War Is Swell

Gone fishing: Matthew McConaughey (standing) with, from left, T. C. Carson, Will Estes, and Thomas Guiry, in U-571.Photo: Mario Tursi

The World War II submarine thriller U-571 is engagingly old-fashioned. It doesn’t try to palm itself off as revisionist or indulge in the kind of jitterbug techno-moviemaking designed to rope in the short-attention-span audience. The only concession to modernity is in the eardrum-vibrating soundtrack, which converts every sonar blip and torpedo whoosh into a Wagnerian cataclysm. Watching this movie makes you feel pressurized, which is as it should be.

Director Jonathan Mostow, who co-wrote the screenplay with Sam Montgomery and David Ayer, is probably gambling that most of his viewers are either unfamiliar with the standard-issue tropes of World War II movies or else harbor an abiding affection for them. Lieutenant Commander Mike Dahlgren (Bill Paxton) is the skipper of the S-33, a World War I-vintage sub older than most of its crew; Matthew McConaughey is Lieutenant Andrew Tyler, who chafes at Dahlgren’s decision not to assign him his own boat, and who, when peril strikes, rises to the occasion. The Trojan Horse mission Tyler ends up commanding involves the takeover of a battered U-boat by American sailors impersonating a German rescue party in order to seize a top-secret Nazi device for encrypting the Enigma code. As the sub wobbles through hostile waters, rattling and leaking as it dips ever downward to avoid the enemy, its hastily assembled American crew appears to be simultaneously pulling together and coming apart.

Fortunately, Mostow doesn’t play up the hokiness of the assemblage in quite the way that actual WWII-era movies did; we don’t feel as if we’re watching a cross-section of America, or at least of white America, with its Italian, its Jew, its hayseed farm boy and its city tough, and so on. This sort of speciousness still partially survives in some of the recent war movies having to do with that era, including Saving Private Ryan. In U-571 (an unfortunate title that sounds like a hemorrhoid ointment), the crew’s diversity comes not from any multi-culti political correctness but from the sailors’ varying responses to terror. Many of the actors playing the young crew, including Jack Noseworthy, Derk Cheetwood, Dave Power, and Thomas Guiry, are fairly new to movies, and so, thankfully, unlike with many Hollywood-action ensembles, we don’t have to pick our way through a crush of famous faces who are pretending not to be famous. When some of the more recognizable actors turn up – including David Keith as a Marines munitions expert and the omnipresent Harvey Keitel as Tyler’s seasoned second-in-command – their onscreen familiarity confers its own status on their roles.

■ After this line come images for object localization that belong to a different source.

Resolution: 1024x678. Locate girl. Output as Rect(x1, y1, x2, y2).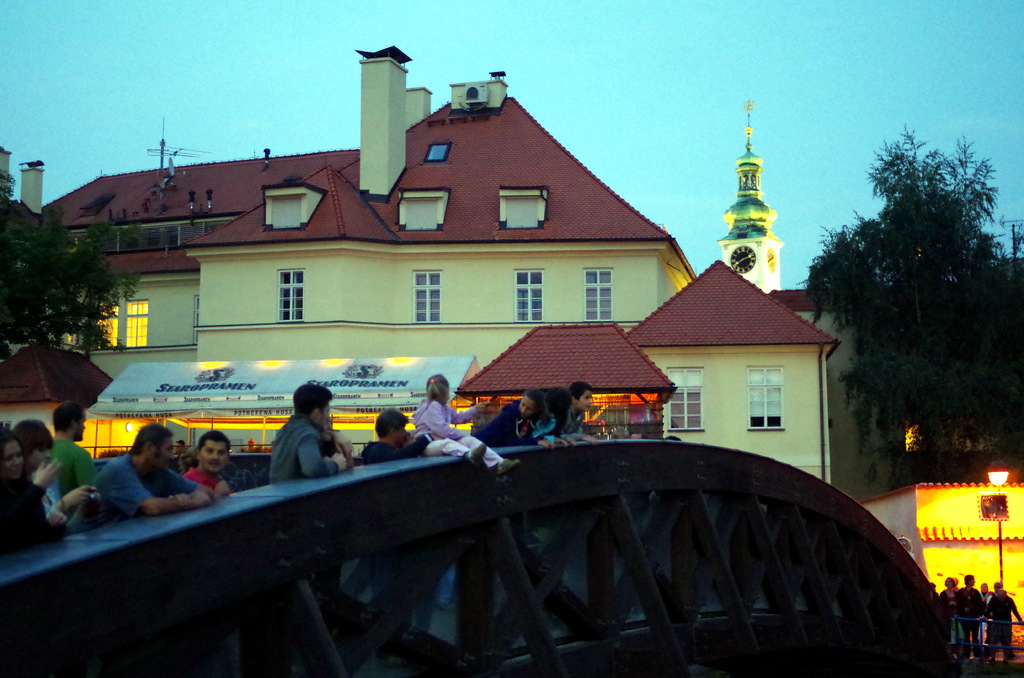
Rect(410, 373, 522, 472).
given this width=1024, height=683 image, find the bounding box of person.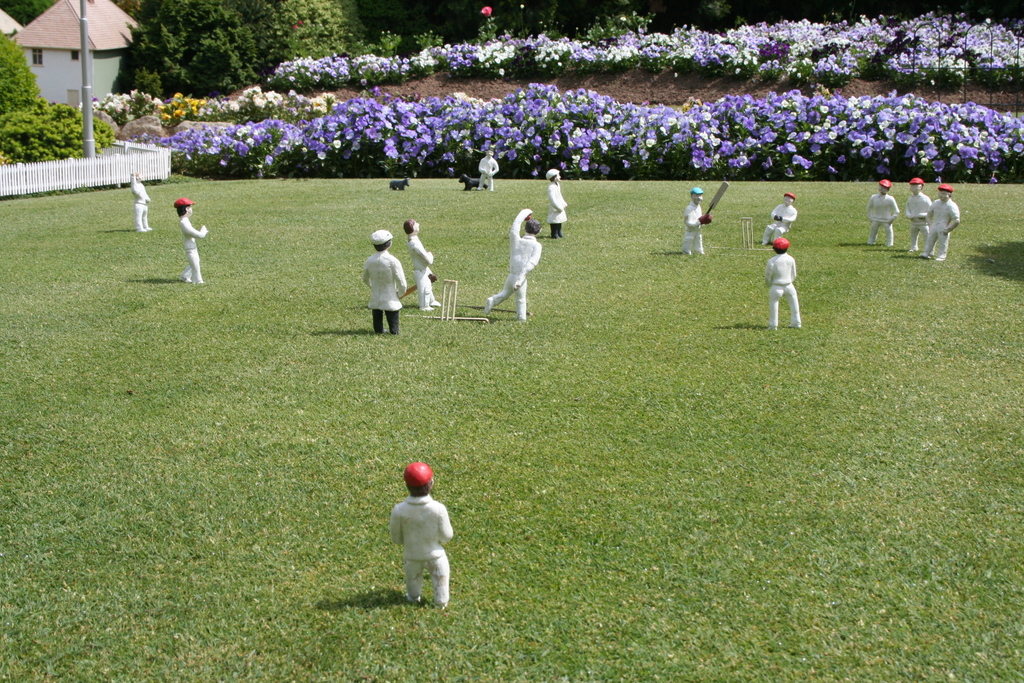
(764, 236, 800, 331).
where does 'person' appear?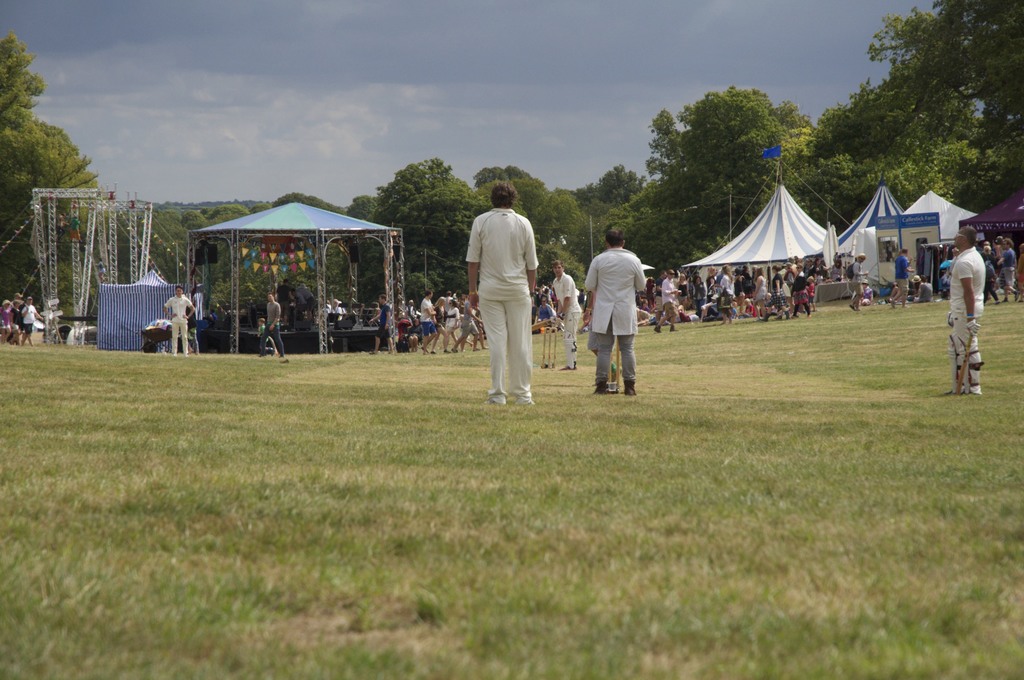
Appears at [255, 290, 285, 365].
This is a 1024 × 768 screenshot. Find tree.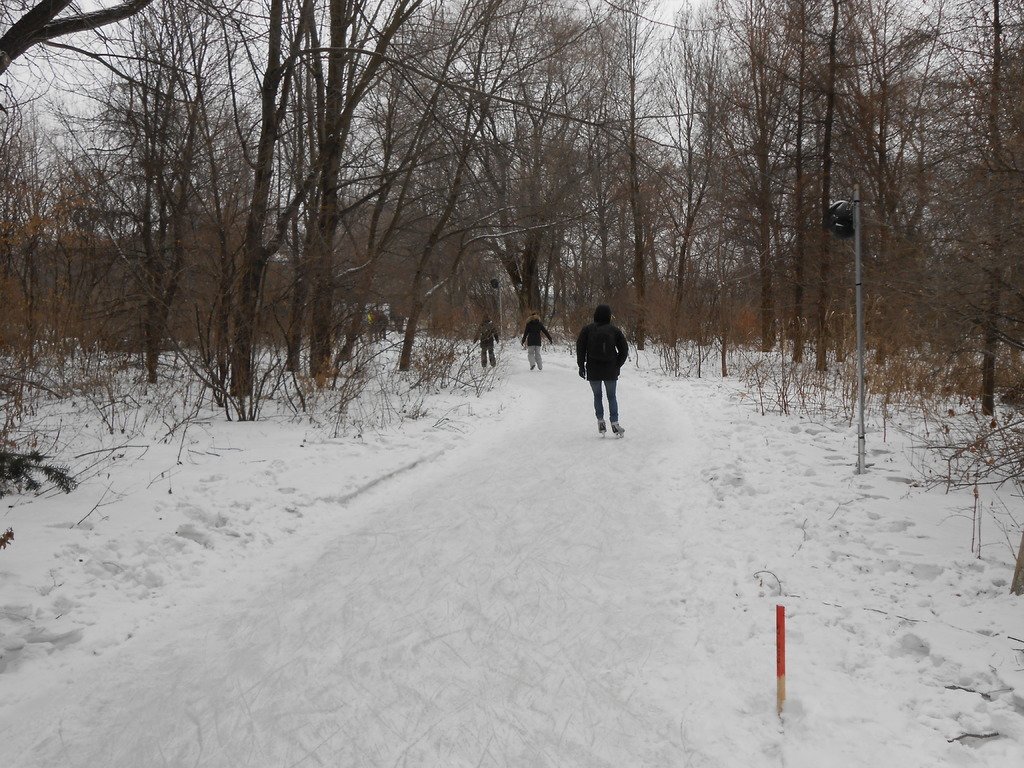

One of the welcome differences between WWII-era movies then and now lies in their depiction of the adversary. Gone from many of the recent movies is the rampant stereotyping that we saw in the old films, but the enemy is still the enemy. The trick is how to convey that fact without indulging in demonization. U-571 is unevenly successful at this. On the one hand, we have the usual scene in which a German naval officer orders the shooting of a boatload of helpless Allies. But later, when the crew led by Tyler invades the U-boat, the caught-in-the-headlights look on the faces of the German sailors matches the look of their attackers. Most of the combatants on both sides appear to be barely out of high school, and they’re massed, cowering, inside the belly of this beast.

U-571 is no Das Boot, which told its sub story from the German side, but it has its share of depth-charged theatrics. (One of its production designers was art director on the German film.) Mostow made his name with the creepy road-revenge movie Breakdown, which also was a kind of genre throwback. He works in a somewhat sleeker style than the old-time Hollywood hands but still incorporates many of the old-time attitudes. The ad line for his new movie – “Heroes are ordinary men who do extraordinary things in extraordinary times” – pretty much sums up its spirit, which is not jingoistic, exactly, but triumphal. Still, unlike most Hollywood war movies, this one doesn’t look like it was directed by the Joint Chiefs of Staff. Mostow never forgets he’s spinning a yarn. U-571 doesn’t skimp on our pleasure in hearing once again lines like “Fix torpedo!” or “Take me to 200 meters!”